A lot of this is coverable by writing user flows for the API. By going through the experience of using it yourself, you can understand what the users will need to go through in order to accomplish their goals. Likewise, when it comes to debugging your user flows, always be looking for where the API is falling short on helping you. For example, when debugging the user flows, do the errors tell you when you are missing fields? Are you getting consistent error messages? Can you program your user flows against a consistent message format?
APIs are unique in that, unless it is asynchronous, they are easily covered by full stack automated tests. It is much easier to put a suite of maintainable tests around them than it is to put a similar suite around the end product (especially if that product is a mobile app). As a result, creating a large, robust suite of user flow tests (tests which attempt to accomplish goals a user of the end application would have) is a very good thing! You still want to make sure your tests give quick feedback and are reliable, but most APIs can have larger user flow test suites than UIs – whose user flow test suites can become flaky and slow.
Do you need to know how to code to test an API?
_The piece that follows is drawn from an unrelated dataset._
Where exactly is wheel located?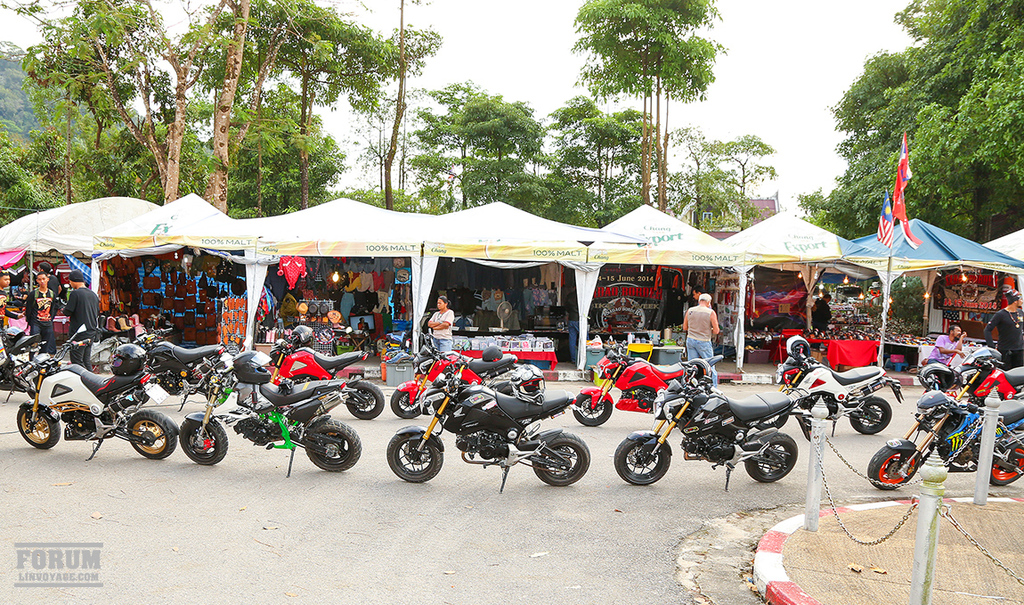
Its bounding box is <region>178, 419, 227, 465</region>.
Not completely, but it helps. Similar to how knowing what happens during air travel can inform testing an app intended for a traveler, understanding what a dev goes through helps with testing a tool intended for developers. I would highly recommend a QA write the user flows themselves, pairing with developers as desired, because the debugging process for the user flows IS part of testing the API.
Writing and maintaining the suite exposes the team to the same pain as consumers of their API will feel, specifically in the user flow portion of the test suite.